Your Last Breath

Written by the ensemble
Curious Directive
Pleasance Dome

Curious Directive aim to create engaging science-themed theatre, and they've struck rich raw material in the real-life story of Anna Bagenholm, who experienced a near-miraculous survival after an extreme skiing accident caused her to be trapped, immobile, under ice in the remote Norwegian mountains. Pinioned like this for 80 minutes, her body gradually froze and her heart stopped beating; but when she was pulled out and taken to the local hospital, the doctors obeyed the medical philosophy that "you're not dead until you're warm and dead", and so continued CPR for four hours until her body had thawed - and, amazingly, her heart started beating again.

Curious Directive are sparked by this story to explore the hinterland between life and death; metaphorically as well as actually, as their piece gives us a range of characters who carry their personal griefs with them, and whose main question is how a person may survive after death in the minds of their loved ones and in the continuation of their genes.

It's an impressively multi-faceted piece, expanding a series of variations on the themes of love, death and inheritance. A nineteenth-century geographer is on a posting to the Norwegian mountains to plot the landscape for the first time. A woman in 2011 is on a journey to climb one of the mountains and scatter her dad's ashes at the top (and to escape from her faltering relationship with her fiance). A man in 2034 is launching a new medical initiative to save lives by putting injured people in frozen suspended animation to give doctors more time to work on their wounds - as first discovered through Anna Bagenholm, and as used to save the man's own life when he was a baby. And snippets of audio interview with Anna are interspersed throughout.

Unfortunately the stories produce somewhat diminishing returns. The story of Nicholas, the Victorian cartographer, is very moving as, eking out a survival in the harsh mountain landscape, he thinks of his wife and infant son back home, wonders if he'll see them again or if ultimately they, rather than the map he's making, will be his legacy.

The modern-day story of Freija, escaping her city life and trekking the mountains with a Norwegian guide whom she is increasingly attracted to, has sympathetic elements. But the future-set story of Christopher, launching the new medical centre while grieving for his recently deceased mother, lacks the specificity that would be needed to make us care about him.

There's almost no conflict in any of the stories, aside from man's conflict with nature and with mortality; I do feel the company missed an opportunity to delve into some of the thornier human issues surrounding such advances in science and technology. How do people feel in the future about this new suspended-animation technique - are there protesters who argue that it is effectively killing people? What will be the impact for 19th-century Norwegians of their land being definitively mapped for the first time?

As it is, we get an involving and well-performed montage illustrating the desired points - a dramatised science documentary with living graphics - that doesn't quite have the intellectual sophistication that companies like Complicite bring to their maths- and science-inspired work. It is intelligently written though. An ancient Norwegian mountain song is nicely described as "a holographic multi-dimensional map of feeling", the idea being that the song doesn't so much describe the object, it is the object; a concept that's neatly echoed in visual terms when Nicholas's map-making is shown through coloured strings stretched across the stage, which are manipulated into tented peaks and twisting angles to become the physical landscape they are meant to represent.

Good performances from the young cast, particularly from William Cardozo Boohan as Nicholas and Gareth Taylor as the Norwegian guide Otto, both bringing great humanity; and from Elizabeth Holmes as Anna, her frantic physical movement well conveying the horror of a woman trapped in the grip of death, losing her own body.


# YOUR ASSIGNMENT
The required output is a number: how many lines of the data below include the string "area".

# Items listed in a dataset
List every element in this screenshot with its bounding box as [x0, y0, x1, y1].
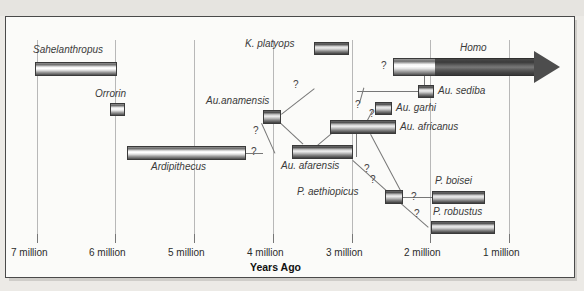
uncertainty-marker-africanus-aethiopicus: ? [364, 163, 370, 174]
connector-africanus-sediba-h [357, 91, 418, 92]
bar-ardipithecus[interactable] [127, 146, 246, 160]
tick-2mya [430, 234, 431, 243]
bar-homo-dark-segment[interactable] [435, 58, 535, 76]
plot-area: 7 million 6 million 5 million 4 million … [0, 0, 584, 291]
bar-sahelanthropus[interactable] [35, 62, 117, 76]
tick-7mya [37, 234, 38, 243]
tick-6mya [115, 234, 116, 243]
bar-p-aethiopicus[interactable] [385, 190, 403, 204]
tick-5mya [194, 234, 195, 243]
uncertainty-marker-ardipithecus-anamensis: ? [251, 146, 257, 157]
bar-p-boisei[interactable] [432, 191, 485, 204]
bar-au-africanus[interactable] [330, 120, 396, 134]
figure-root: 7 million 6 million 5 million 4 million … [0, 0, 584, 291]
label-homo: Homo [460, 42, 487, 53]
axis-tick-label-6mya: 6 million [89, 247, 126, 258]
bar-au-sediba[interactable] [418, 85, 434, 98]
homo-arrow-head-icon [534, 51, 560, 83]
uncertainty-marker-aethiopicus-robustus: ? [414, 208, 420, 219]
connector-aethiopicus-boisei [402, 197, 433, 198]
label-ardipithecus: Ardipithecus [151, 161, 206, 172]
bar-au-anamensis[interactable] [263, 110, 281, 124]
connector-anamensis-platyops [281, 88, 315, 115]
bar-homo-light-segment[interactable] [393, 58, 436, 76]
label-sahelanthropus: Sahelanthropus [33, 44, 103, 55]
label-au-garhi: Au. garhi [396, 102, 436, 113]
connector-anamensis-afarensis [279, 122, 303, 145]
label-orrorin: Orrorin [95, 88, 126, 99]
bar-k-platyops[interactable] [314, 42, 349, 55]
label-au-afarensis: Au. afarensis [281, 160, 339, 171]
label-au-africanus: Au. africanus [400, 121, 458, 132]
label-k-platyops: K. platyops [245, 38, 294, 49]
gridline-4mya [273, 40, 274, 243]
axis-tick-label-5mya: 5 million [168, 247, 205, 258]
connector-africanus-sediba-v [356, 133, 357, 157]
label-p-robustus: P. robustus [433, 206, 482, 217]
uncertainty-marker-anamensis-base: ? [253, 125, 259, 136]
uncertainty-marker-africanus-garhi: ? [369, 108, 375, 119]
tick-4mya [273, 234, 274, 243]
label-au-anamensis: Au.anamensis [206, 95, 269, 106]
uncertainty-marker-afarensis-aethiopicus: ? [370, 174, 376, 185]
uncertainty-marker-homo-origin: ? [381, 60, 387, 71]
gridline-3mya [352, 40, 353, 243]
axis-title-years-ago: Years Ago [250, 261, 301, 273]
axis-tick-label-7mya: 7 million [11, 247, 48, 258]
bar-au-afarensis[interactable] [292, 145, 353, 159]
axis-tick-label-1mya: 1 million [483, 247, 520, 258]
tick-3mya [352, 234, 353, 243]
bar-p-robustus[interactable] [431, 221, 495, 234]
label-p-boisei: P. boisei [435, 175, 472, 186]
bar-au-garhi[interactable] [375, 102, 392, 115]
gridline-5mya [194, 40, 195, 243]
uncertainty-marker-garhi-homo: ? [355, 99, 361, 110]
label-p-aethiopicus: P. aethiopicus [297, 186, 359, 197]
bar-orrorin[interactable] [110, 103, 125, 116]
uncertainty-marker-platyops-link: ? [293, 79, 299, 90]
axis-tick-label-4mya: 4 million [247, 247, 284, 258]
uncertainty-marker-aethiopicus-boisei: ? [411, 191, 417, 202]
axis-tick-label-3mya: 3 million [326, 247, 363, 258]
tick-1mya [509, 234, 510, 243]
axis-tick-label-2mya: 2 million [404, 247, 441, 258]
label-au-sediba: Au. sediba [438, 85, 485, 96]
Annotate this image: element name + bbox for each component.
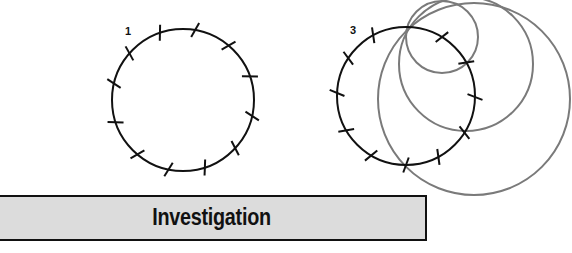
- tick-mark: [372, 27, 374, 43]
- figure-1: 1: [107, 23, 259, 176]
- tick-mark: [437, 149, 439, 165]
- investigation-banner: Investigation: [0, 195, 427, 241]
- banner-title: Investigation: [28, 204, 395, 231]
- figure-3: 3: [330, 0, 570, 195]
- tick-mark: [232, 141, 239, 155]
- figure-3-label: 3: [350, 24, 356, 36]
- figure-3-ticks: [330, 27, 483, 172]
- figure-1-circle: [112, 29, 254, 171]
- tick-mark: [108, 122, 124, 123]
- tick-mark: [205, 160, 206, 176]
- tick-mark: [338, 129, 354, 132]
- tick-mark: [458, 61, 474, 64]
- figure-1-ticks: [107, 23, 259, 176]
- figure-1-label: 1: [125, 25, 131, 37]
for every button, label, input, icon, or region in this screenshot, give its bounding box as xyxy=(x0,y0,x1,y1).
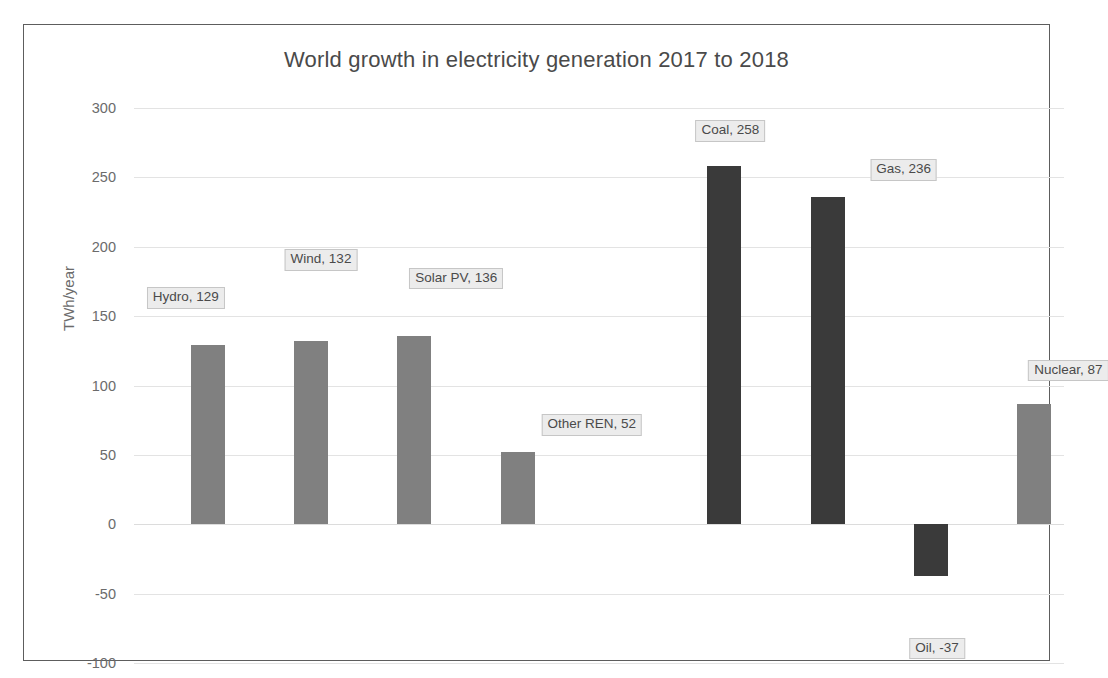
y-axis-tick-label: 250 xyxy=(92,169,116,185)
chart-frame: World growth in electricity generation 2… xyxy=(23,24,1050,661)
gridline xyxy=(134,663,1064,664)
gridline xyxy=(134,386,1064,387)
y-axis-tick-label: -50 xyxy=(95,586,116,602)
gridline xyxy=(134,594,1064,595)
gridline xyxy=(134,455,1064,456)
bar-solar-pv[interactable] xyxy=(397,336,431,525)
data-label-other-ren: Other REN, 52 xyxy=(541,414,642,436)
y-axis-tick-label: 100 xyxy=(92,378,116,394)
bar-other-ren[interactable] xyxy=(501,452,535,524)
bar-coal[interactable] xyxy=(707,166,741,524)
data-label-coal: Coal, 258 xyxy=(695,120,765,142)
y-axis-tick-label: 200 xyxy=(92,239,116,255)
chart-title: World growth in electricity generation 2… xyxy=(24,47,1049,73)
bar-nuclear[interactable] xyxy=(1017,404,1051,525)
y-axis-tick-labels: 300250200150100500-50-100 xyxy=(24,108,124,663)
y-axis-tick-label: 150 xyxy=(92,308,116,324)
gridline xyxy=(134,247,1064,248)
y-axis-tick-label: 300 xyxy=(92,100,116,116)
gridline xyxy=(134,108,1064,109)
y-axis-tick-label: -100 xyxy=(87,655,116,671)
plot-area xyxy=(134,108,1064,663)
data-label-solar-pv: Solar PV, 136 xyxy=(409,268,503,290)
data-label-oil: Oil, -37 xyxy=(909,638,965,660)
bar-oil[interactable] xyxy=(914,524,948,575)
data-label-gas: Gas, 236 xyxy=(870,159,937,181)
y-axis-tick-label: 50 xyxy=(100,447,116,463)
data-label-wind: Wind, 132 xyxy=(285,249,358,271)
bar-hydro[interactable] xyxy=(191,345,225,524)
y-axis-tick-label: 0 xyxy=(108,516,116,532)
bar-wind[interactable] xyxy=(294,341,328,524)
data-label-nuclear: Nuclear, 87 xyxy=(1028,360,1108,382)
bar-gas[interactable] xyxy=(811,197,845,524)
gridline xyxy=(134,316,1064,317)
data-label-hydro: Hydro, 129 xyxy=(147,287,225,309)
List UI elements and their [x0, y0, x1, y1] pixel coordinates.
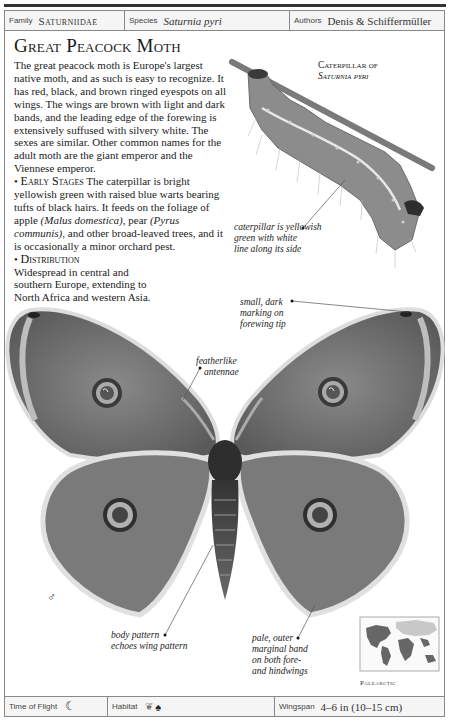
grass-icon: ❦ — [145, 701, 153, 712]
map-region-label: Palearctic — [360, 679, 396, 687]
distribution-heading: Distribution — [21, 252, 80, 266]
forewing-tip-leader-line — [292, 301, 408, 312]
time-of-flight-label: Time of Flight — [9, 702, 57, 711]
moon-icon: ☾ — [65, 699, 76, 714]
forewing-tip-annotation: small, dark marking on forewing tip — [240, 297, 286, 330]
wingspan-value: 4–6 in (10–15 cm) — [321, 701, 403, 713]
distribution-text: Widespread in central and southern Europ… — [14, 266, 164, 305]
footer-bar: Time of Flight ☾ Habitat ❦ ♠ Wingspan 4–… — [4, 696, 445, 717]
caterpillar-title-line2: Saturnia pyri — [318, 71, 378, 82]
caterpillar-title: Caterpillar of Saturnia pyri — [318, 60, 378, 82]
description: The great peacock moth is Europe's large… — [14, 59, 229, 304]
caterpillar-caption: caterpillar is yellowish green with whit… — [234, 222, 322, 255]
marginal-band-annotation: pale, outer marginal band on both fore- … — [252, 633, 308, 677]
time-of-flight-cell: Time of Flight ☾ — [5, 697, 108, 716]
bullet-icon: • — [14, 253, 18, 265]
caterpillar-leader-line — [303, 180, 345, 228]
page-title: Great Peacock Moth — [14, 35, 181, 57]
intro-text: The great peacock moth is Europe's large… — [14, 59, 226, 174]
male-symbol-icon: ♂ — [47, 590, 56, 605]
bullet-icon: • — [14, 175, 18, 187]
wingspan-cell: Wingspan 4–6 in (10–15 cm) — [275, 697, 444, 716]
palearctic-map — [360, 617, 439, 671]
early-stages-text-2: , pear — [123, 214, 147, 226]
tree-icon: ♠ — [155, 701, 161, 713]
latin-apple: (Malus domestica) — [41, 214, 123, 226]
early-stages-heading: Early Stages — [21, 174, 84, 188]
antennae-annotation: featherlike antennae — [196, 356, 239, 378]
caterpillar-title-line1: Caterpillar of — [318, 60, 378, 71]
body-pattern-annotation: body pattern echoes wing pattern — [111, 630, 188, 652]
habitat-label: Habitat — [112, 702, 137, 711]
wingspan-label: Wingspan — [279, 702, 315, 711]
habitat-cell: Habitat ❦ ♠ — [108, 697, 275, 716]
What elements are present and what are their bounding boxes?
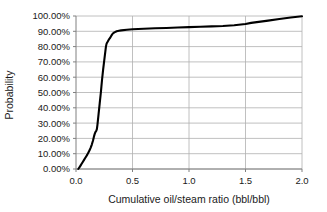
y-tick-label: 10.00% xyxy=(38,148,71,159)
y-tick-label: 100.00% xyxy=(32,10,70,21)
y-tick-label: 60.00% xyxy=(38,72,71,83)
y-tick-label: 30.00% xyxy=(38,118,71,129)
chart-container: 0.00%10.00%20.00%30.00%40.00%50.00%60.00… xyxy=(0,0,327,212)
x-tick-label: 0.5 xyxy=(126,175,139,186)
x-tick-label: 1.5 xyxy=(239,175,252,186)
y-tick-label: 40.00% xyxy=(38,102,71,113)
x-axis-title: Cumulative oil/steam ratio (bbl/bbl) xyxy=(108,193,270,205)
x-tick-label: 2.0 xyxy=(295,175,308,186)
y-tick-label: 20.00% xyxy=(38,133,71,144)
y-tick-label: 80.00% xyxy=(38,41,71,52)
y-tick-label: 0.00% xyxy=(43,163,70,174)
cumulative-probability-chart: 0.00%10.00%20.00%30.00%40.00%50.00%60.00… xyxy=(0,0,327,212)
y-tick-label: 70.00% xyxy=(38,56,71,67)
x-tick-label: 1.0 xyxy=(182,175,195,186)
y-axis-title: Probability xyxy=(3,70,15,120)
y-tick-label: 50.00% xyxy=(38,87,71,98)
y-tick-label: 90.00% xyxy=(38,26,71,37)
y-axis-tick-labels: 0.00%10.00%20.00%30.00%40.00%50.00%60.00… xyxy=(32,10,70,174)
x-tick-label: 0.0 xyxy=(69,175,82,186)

# FINISHED TASK
2